Forty percent of the world’s population infected with HIV live in African countries that are home to only three percent of the world’s population, she states, illustrating the severity of the problem. Trained as a molecular biologist, the author opens with an account of her naïve and frustrated attempts to study HIV in Uganda in 1993. Since then, Epstein has traveled widely in Africa, studying gender relations and developing a theory about the spread of AIDS. She argues that the epidemic has been triggered by upheavals caused by the rapid shift for millions of Africans from an agrarian, tribal society to a semi-urbanized way of life in a bureaucratic state, as well as the consequent disruptive shift in the balance of power between the sexes.

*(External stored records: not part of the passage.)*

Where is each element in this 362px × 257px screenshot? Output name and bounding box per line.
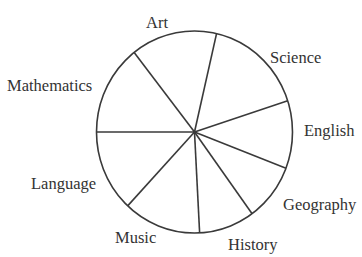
label-english: English [304,121,355,140]
pie-chart: Mathematics Art Science English Geograph… [0,0,362,257]
pie-center-dot [193,130,196,133]
label-science: Science [270,48,321,67]
label-geography: Geography [283,195,357,214]
label-art: Art [146,13,168,32]
label-history: History [228,235,278,254]
label-language: Language [31,174,96,193]
label-mathematics: Mathematics [7,76,92,95]
label-music: Music [115,228,156,247]
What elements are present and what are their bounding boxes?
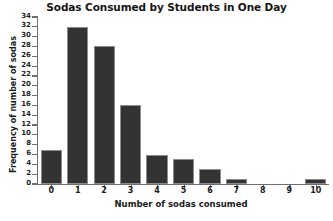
y-tick-mark	[32, 183, 37, 184]
y-tick-mark	[32, 66, 37, 67]
y-tick-mark	[32, 174, 37, 175]
bar	[120, 105, 141, 184]
x-tick-label: 3	[119, 186, 143, 195]
x-tick-label: 1	[66, 186, 90, 195]
y-tick-label: 16	[21, 100, 31, 108]
y-tick-mark	[32, 36, 37, 37]
x-tick-label: 5	[172, 186, 196, 195]
x-tick-label: 8	[251, 186, 275, 195]
y-tick-label: 14	[21, 110, 31, 118]
x-tick-label: 4	[145, 186, 169, 195]
y-tick-label: 10	[21, 129, 31, 137]
y-tick-mark	[32, 46, 37, 47]
y-tick-mark	[32, 26, 37, 27]
x-tick-label: 0	[39, 186, 63, 195]
bar	[41, 150, 62, 184]
y-tick-mark	[32, 164, 37, 165]
y-tick-label: 0	[26, 179, 31, 187]
y-tick-mark	[32, 144, 37, 145]
x-tick-label: 9	[277, 186, 301, 195]
y-tick-label: 8	[26, 139, 31, 147]
y-tick-label: 2	[26, 169, 31, 177]
bar	[94, 46, 115, 184]
y-tick-label: 22	[21, 70, 31, 78]
bar	[226, 179, 247, 184]
plot-area	[38, 17, 329, 184]
y-tick-label: 12	[21, 120, 31, 128]
y-tick-mark	[32, 75, 37, 76]
y-tick-mark	[32, 56, 37, 57]
y-tick-label: 26	[21, 51, 31, 59]
y-tick-mark	[32, 105, 37, 106]
y-tick-label: 6	[26, 149, 31, 157]
x-tick-label: 2	[92, 186, 116, 195]
y-tick-mark	[32, 95, 37, 96]
y-tick-label: 18	[21, 90, 31, 98]
y-axis-title: Frequency of number of sodas	[9, 30, 18, 180]
y-tick-label: 4	[26, 159, 31, 167]
y-tick-label: 32	[21, 21, 31, 29]
bar-chart: Sodas Consumed by Students in One Day Fr…	[0, 0, 333, 221]
chart-title: Sodas Consumed by Students in One Day	[0, 1, 333, 13]
y-tick-label: 20	[21, 80, 31, 88]
y-tick-mark	[32, 16, 37, 17]
y-tick-mark	[32, 85, 37, 86]
y-tick-label: 24	[21, 61, 31, 69]
y-tick-label: 34	[21, 12, 31, 20]
bar	[173, 159, 194, 184]
bar	[67, 27, 88, 184]
bar	[146, 155, 167, 184]
x-tick-label: 7	[224, 186, 248, 195]
x-axis-title: Number of sodas consumed	[38, 199, 324, 209]
y-tick-label: 30	[21, 31, 31, 39]
bar	[305, 179, 326, 184]
x-tick-label: 6	[198, 186, 222, 195]
bar	[199, 169, 220, 184]
y-tick-mark	[32, 154, 37, 155]
y-tick-label: 28	[21, 41, 31, 49]
y-tick-mark	[32, 115, 37, 116]
y-tick-mark	[32, 124, 37, 125]
x-tick-label: 10	[304, 186, 328, 195]
y-tick-mark	[32, 134, 37, 135]
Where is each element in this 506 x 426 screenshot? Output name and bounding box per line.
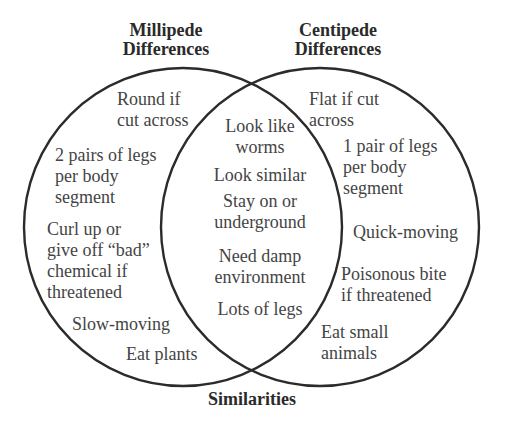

She credits Uganda’s homegrown Zero Grazing campaign of the 1980s with reducing the HIV rate more than either abstinence or condoms. The program recognized that polygamy, formal or informal, was the norm, but encouraged men to stick to one partner or, if they must have multiple partners, to avoid casual encounters with prostitutes. According to Epstein, such a program could not operate in the current political and religious climate. AIDS, she maintains, is now a multibillion-dollar enterprise with highly paid outside consultants offering a menu of options that fail to consider the cultures of those they seek to reach. What is needed is not just medical treatment for those already infected, but support for community-based, locally conceived and locally controlled preventive initiatives.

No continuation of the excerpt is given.